Cannibal (Cuenca, 2013)

Cannibal (★) is a love story–at least it purports to be–between a mild-mannered tailor and the woman he can’t quite bring himself to murder. Before it comes to its inevitable (and overdue) conclusion, he kills his love interest’s sister, negotiates with the local church to sew a particularly valuable piece of fabric for a forthcoming religious parade, and, of course, takes communion with a priest solemnly intoning “this is my body…” Just once I’d like to see a movie cannibal go to church and have the sermon text end up being Ephesians 5:25. Or Matthew 5:15. Or…well, pretty much any other verse in the New Testament.

The Emperor Has No Clothes is perhaps the hardest type of review for me to write. If an artist is credible, one wants to presume that a failure to connect (or even understand) his work is one’s own fault and not that everyone who esteems it is being played for a fool. Manuel Martín Cuenca has garnered a number of awards and nominations from a variety of reputable film festivals, and his film has the deliberate pacing and thoughtful mise en scène that invariably plays better at a film festival than it ever does in your living room when you aren’t surrounded by a room full of people “ooh”ing and “aah”ing appreciatively.

I have not seen enough episodes of Hannibal or read enough of John Douglas’s exercises in profiling to profess to understand the pathology that drives people to cannibalism. Nevertheless, I don’t feel as though I’m going out on a limb by suggesting the film’s depiction of Carlos (its title character) is a bit of a cheat. Once the film starts down the plot path of having Carlos become attracted to the sister of his most recent victim, I paused the stream and tried for ten minutes to imagine every conceivable ending for such a situation. I came up with two: 1) he kills her, too; or 2) she discovers his secret before he gets around to killing her and turns him in. I can’t say I was keen for a movie about either situation, but sometimes you want to give pros the benefit of the doubt. In fact, the finale doesn’t follow either of those two scenarios, exactly. Rather than feeling relief, though, that just made me more annoyed, like the film was playing me false.

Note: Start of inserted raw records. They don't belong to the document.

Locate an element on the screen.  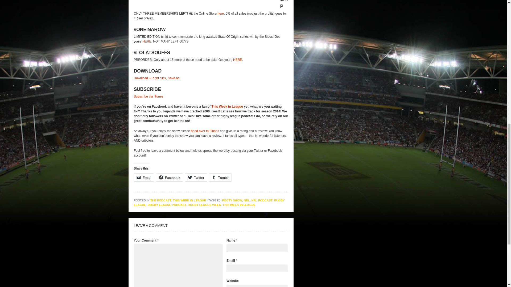
Tumblr is located at coordinates (220, 178).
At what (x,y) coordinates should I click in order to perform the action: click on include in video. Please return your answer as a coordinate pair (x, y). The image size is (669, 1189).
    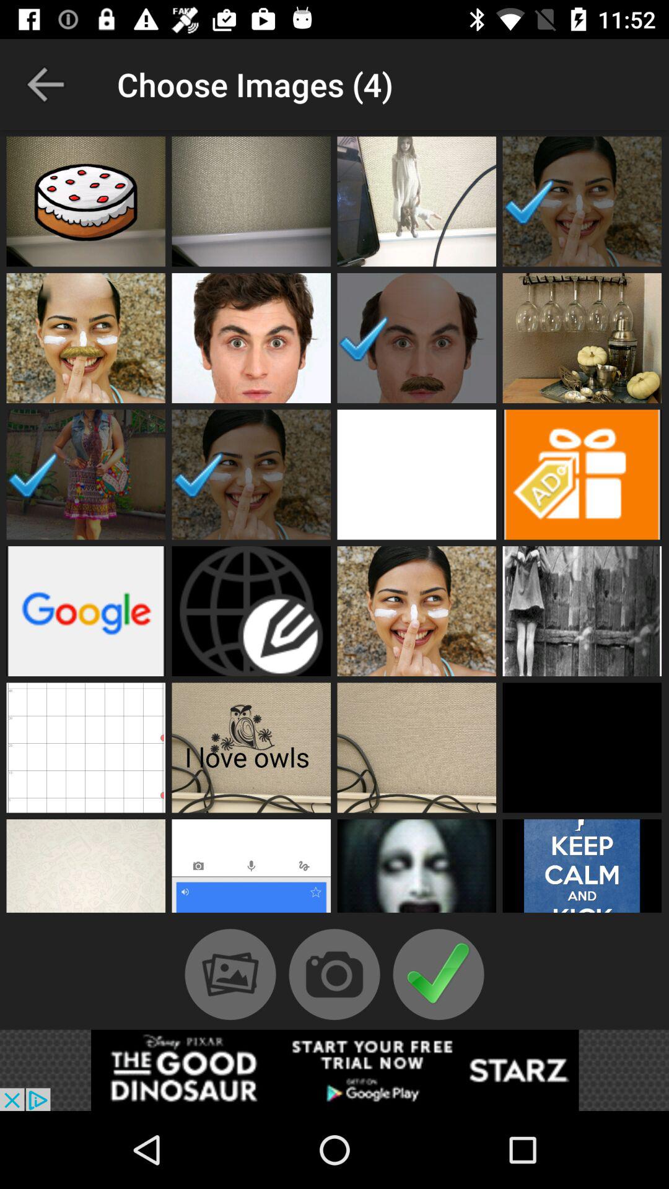
    Looking at the image, I should click on (582, 747).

There’s some nice acting here, particularly from Olimpia Melinte in a role that reminds you that, oh yeah, Vera Miles was in Psycho too. Her character, at least, says and does things that I could imagine a woman finding herself in such a situation might.  Credit Cuenta the director for letting his actors show rather than always tell. But I can’t imagine any cannibal acting as Carlos does, so by the end, the film is just too opaque. What are we to have learned or had confirmed about the human condition that justifies subjecting ourselves to this kind of horror? Much as with George Sluizer’s The Vanishing–another horrific film that I can’t quite understand why others esteem–I find that Cannibal‘s stylish beauty doubles rather than mitigates the repulsion I feel at the film’s lack of humanity. If you aren’t going to tell me anything true, at least don’t try to trick me into thinking it’s not ugly.